EATABLES
A Learning Curve is an industrial tool or formula for the expected reduction of unit costs for large quantity production of components. Learning curves draw from historic building experience to determine expected reductions in labor and materials costs. Expected reductions can be gauged from the labor and materials content of the manufactured item, plus the number of doublings of the initial production run. Estimators will apply learning curves under guidance from management. Cost estimates need to reflect the observed characteristic that costs will vary in proportion to the quantity produced. Quantity discounts on commodities or on commercially available components is one aspect. The amortization of fixed set-up or tooling costs over the production run for a forging or casting application is another. The most widely accepted cost-estimating tool for adjusting cost to volume is the learning curve. This assumes that repetitive production costs will decrease due to learning by the manufacturing staff - by increasing yields, increasing operation throughput, improved tooling, and substituting equipment for labor, eliminating unnecessary steps, and process improvement and substitution.

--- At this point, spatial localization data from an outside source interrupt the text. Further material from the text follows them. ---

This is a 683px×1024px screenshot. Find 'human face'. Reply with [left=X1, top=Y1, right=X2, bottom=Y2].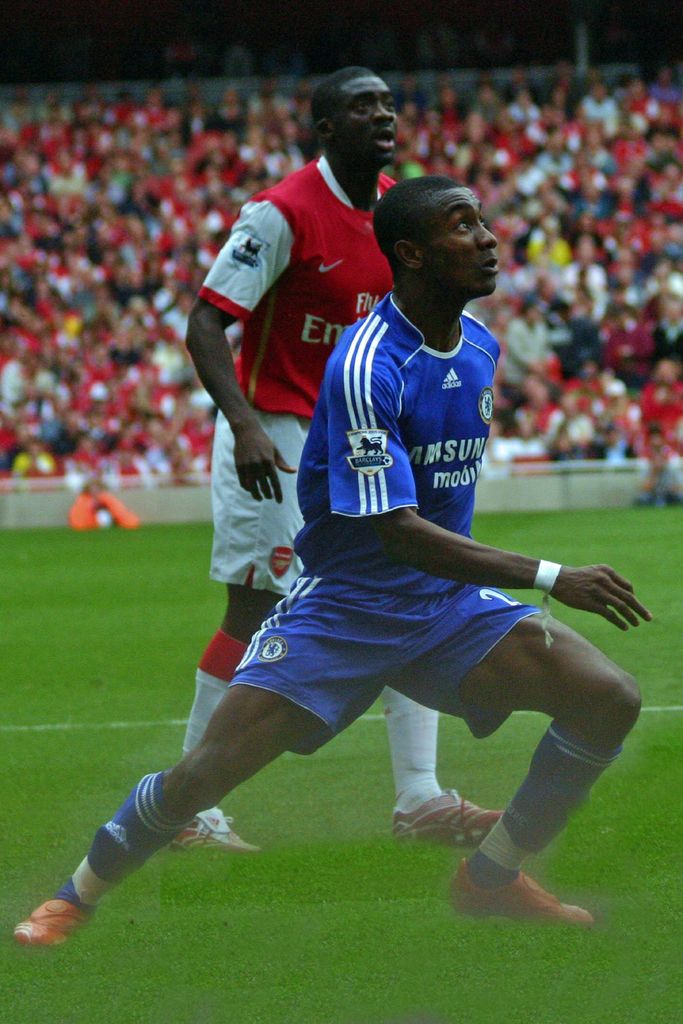
[left=643, top=435, right=664, bottom=454].
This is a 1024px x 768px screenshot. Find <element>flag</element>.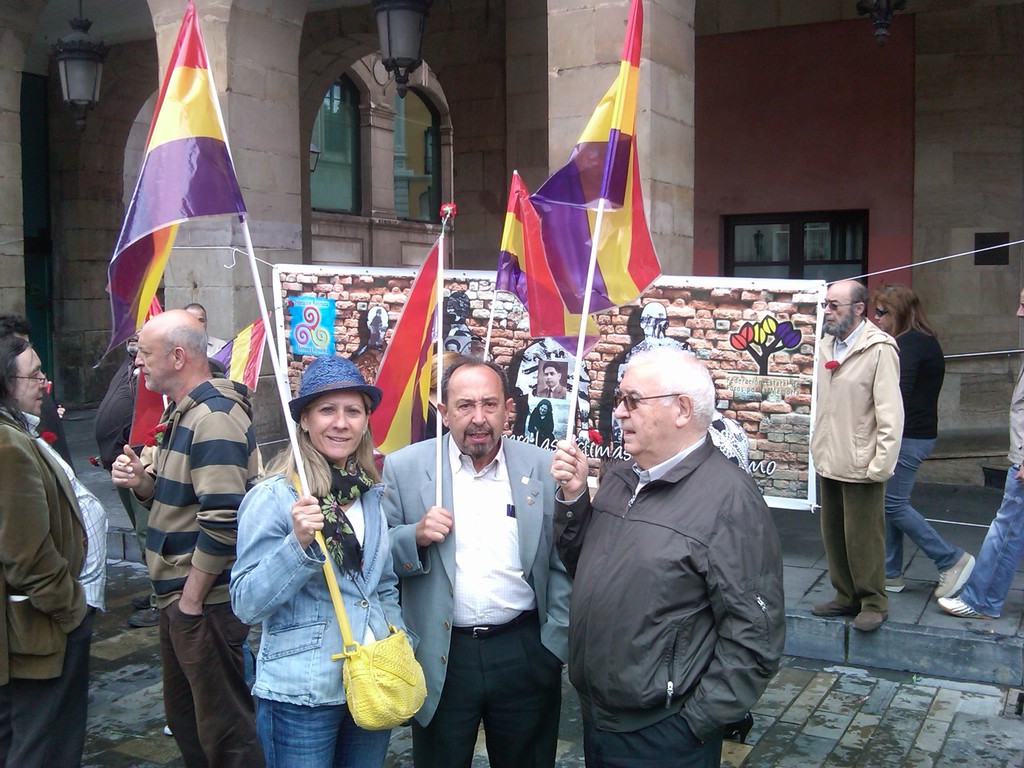
Bounding box: bbox=(358, 236, 446, 454).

THE LEARNING CURVE THEORY:
The application of learning curve theory is precisely connected to the process of improving performance of a system by means of repetitive nature over a particular task, operated by an organization or an individual.
There are three fundamental assumptions followed by in the learning curve theory:
1) Total time for completing a task decreases with the increased repetition
2) Improvement percentage decreases with the increased volume of units
3) Improvement rate gets predictable after some time
The objective of this paper is to formulate better processes for Eatables and incorporate the theory of learning curve in the implementation of this process.